The Big Data story… … how did this theme get here and where is it going?

  • 1946: ENIAC, the first electronic computer, switched on to store artillery codes.
  • 1954: First fully transistorised computer to use all transistors and diodes and no vacuum tubes.
  • 1960: IBM System Series of mainframes is born.
  • 1971: Intel’s 4004 becomes the first general purpose programmable processor.
  • 1973: Xerox unveils the first desktop system to include a graphical user interface and large internal memory storage.
  • 1977: ARCnet introduces the first LAN at Chase Manhattan connecting 255 computers across a network at data speeds of 2.5Mbs.
  • 1981: PC era begins.
  • 1981: Sun Microsystems develops the network system protocol to enable the client computer user to access network files.
  • 1982: Microcomputers begin to fill out mainframe rooms as servers and the rooms become known as data centres.

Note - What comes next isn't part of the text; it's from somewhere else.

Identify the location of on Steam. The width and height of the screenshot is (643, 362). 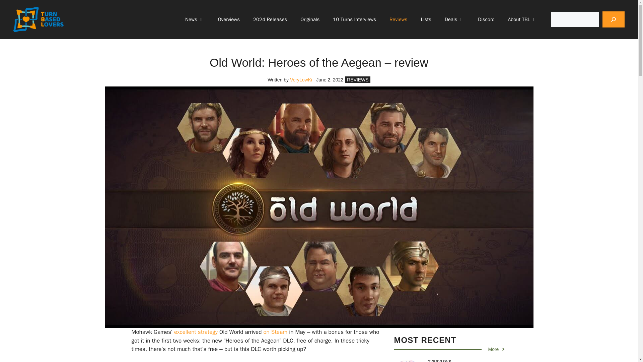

  • 1999: The dotcom boom, with its demand for fast connectivity and non-stop operations, turns the data centre into a service centre.
  • 2000: VMware begins selling VMware workstation, which is similar to a virtual PC.
  • 2002: Amazon begins the development of infrastructure-as-a-service (IaaS) at Amazon Web Services (AWS).
  • 2006: AWS starts offering web-based computing infrastructure services, now known as cloud computing.
  • 2007: Apple launches first iPhone, kicking off the smartphone industry and creating the mobile internet as we know it today.
  • 2010: First solutions for 100G Ethernet are introduced.
  • 2011: Facebook launches Open Compute Project (OCP) to share specifications and best practice for energy efficient data centres.
  • 2012: Surveys suggest 40% of businesses in the US are already using the cloud.
  • 2012: Docker introduces open-source OS container software.
  • 2015: Google and Microsoft lead massive build-outs of data centres, both for their own use and to sell as IaaS services.
  • 2016: Google spends over $10bn in CapEx, mostly on data centres.
  • 2016: Alibaba becomes the world’s fastest growing cloud services company, with revenues rising by nearly 200% to $685m.
  • 2017: Intel demos 100G silicon photonic transceiver plugged into OCP compliant optical switch.
  • 2017: 30% of data centres migrate to 100G data speeds and an ensuing shortage of optical interconnect parts materialises.
  • 2017: Huawei and Tencent join Alibaba in major data centre build-outs in China.
  • 2017: First 400G optical modules for use in a data centre and enterprise applications become available in the CFP8 form factor.
  • 2017: Big inventory pile-up of optical gear in China is largely responsible for volatility among optical interconnect stocks.
  • 2018: Leading data centre operators start the migration to 400G data speeds.
  • 2018: Massive China infrastructure upgrade begins, led by China Mobile and China Unicom.
  • 2018: Silicon photonics technology starts to impact data centre networking architectures positively.
  • 2020: Edge computing (micro-data-centres embedded in devices) revises the role of the cloud in key sectors of the economy.
  • 2020: Interconnect sector reshaped by a combination of silicon photonics, DIY data centre designs with contract manufacturers and M&A.
  • 2021: Over 450 hyper-scale data centres operate worldwide, according to Synergy Research.
  • 2021: Data centre speeds exceed 1,000G.
  • 2025: Data centres will be increasingly in-device.

This article was produced in association with GlobalData Thematic research. More details here about how to access in-depth reports and detailed thematic scorecard rankings.